Framework helps consumers know quality
January 1, 1998
Framework helps consumers know quality
FAACT sets agenda for new way of reporting
Consumers want to know about the quality of their health plans and medical groups, but they often don’t understand quality report cards, and they don’t use them.1
The Foundation for Accountability (FAACT), a health care consumer and purchaser coalition in Portland, OR, is trying to bridge that gap with a new framework for communicating quality information.
"We’re trying to help people understand that they should have a broader set of expectations about quality," says Doug Davidson, FAACT’s director of communications. "There is, in fact, great variation across providers and across markets. You need to understand that the quality performance of the plan and provider you choose has great impact on your health and your family’s health."
FAACT identified five areas of performance measures for plans and providers:
1. The Basics (basics of good care such as access, communication, skill, coordination of care, and follow-up).
2. Staying healthy (preventive care).
3. Getting better (treatment of illness).
4. Living with illness (helping the chronically ill improve their quality of life).
5. Changing needs (caring for people and their families when health needs or functional abilities change dramatically).
As a part of this framework, FAACT is identifying existing performance measures and working with other health care organizations to develop new measures. Developing appropriate measures in all categories could take two to five years, Davidson says.
"We need more focused measures that track actual outcomes and the patient experience with clinical care, not just the service aspects of care," he says.
Eventually, FAACT may develop a scoring system for overall scores in each of those categories, so consumers could receive either general scores or more specific information, says Davidson.
Meanwhile, FAACT is working with health care purchasers and consumer groups to educate consumers about quality. "One of the reasons we’re interested in educating people about quality is to create a demand for this (report card) information," Davidson says.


• Required work:
For the records below, output every line from the one holding "with a bounding box." through the final line, unaltered, and no other lines.

Text-to-region grounding data
◇ ◇ ◇ ◇
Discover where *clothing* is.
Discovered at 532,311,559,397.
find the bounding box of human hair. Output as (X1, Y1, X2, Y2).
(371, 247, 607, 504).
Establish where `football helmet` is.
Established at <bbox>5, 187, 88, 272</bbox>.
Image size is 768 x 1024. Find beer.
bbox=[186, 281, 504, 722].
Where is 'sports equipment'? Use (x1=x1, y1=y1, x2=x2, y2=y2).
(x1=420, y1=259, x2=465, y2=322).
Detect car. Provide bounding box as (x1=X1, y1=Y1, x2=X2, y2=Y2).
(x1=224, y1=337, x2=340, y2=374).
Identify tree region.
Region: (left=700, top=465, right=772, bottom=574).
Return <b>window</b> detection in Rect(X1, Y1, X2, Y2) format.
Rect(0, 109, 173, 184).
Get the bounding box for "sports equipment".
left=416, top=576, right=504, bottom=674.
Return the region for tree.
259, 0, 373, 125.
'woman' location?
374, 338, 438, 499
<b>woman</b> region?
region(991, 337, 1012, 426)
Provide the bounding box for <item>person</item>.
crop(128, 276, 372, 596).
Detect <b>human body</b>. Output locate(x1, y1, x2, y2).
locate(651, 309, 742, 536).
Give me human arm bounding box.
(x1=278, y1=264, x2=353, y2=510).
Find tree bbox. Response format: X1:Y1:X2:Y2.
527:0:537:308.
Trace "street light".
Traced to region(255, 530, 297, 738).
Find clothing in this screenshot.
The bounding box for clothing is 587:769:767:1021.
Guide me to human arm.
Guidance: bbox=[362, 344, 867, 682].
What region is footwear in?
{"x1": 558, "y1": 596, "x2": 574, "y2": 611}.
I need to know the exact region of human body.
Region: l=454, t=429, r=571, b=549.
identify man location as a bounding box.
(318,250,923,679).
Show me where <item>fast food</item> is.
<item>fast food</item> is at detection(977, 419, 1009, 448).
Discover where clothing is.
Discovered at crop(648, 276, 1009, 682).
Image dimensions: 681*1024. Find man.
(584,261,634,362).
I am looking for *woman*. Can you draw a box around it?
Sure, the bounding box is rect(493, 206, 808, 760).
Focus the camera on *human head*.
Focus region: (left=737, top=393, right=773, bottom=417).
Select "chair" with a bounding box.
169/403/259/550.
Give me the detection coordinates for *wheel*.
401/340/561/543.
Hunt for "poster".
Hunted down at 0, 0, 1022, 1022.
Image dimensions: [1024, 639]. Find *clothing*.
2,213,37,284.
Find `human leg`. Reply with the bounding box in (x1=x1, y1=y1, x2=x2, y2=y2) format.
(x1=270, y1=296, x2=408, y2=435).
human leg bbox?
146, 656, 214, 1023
◇ ◇ ◇ ◇
• Solution:
Select "chair" with a bounding box.
169/403/259/550.
Give me the detection coordinates for *wheel*.
401/340/561/543.
Hunt for "poster".
Hunted down at 0, 0, 1022, 1022.
Image dimensions: [1024, 639]. Find *clothing*.
2,213,37,284.
Find `human leg`. Reply with the bounding box in (x1=x1, y1=y1, x2=x2, y2=y2) format.
(x1=270, y1=296, x2=408, y2=435).
human leg bbox?
146, 656, 214, 1023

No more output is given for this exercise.